Hunter Biden, whose connection with Ukrainian gas company Burisma raised questions about former Vice President Joe Biden’s actions, topped many Republicans’ witness wish lists when it appeared that the president’s impeachment trial might go that particular route.

Biden, meanwhile, has reportedly been painting for years — but he told NYT’s Adam Popescu that it’s only recently that he has felt comfortable with the label “artist.”

Popescu’s piece reads like a profile of any new artist:

Dressed in Oxford boots, jeans and a long sleeve T-shirt, Hunter Biden ushered a reporter down a stone walkway, into a pool house-turned-art studio in the Hollywood Hills.

It was filled with colorful works of decorative abstraction — psychedelic florals and ethereal patterns that look like nature viewed through a microscope, leaning toward the surreal.
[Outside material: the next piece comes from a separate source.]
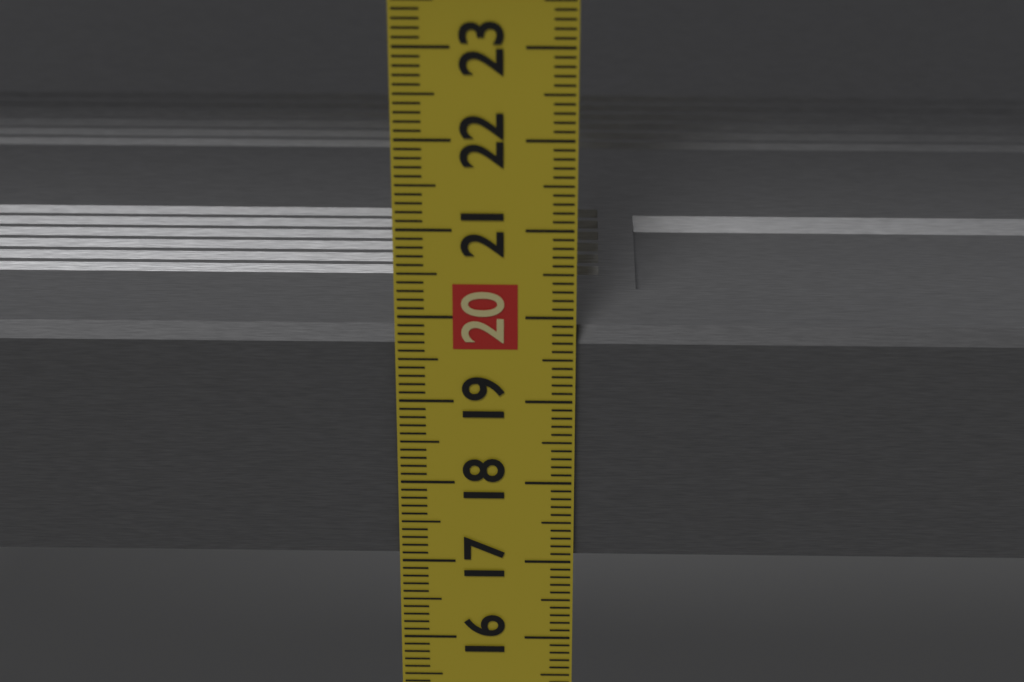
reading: 19.8 cm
There were nearly 100 of them, all by his own hand. Some were signed RH Biden, for Robert Hunter Biden, the 50-year-old son of the former vice president.

And while there were brief mentions of Biden’s questionable overseas connections and their possible impact on his father’s presidential campaign, the first came six paragraphs in and the second at the very end of the piece. (RELATED: Sen. Graham Says Investigating Hunter Biden ‘Doesn’t Make Me A Russian Agent’)

The focus was on Biden’s move to embrace art as the next chapter of his life, a move that he says is “literally keeping me sane.”

Popescu continues:

As an undiscovered artist, he is better situated than most: living in a rented, 2,000-square-foot house in the Hollywood Hills off Mulholland Drive, with a Porsche Panamera in the driveway, plenty of natural light and a pool house he has transformed into an art studio.

The piece addressed Biden’s checkered past once more in the context of his art, asking whether his personal fame would increase interest in his work or turn people off. The overall assessment, according to two established members of the art community, was that both effects would likely play against each other.

Not everyone was ready for such a flattering artist profile on Biden, however.

With President Trump’s impeachment trial in the past, the likelihood that Biden would be called to testify before Congress has lessened considerably — although some Republicans have continued to press for new investigations.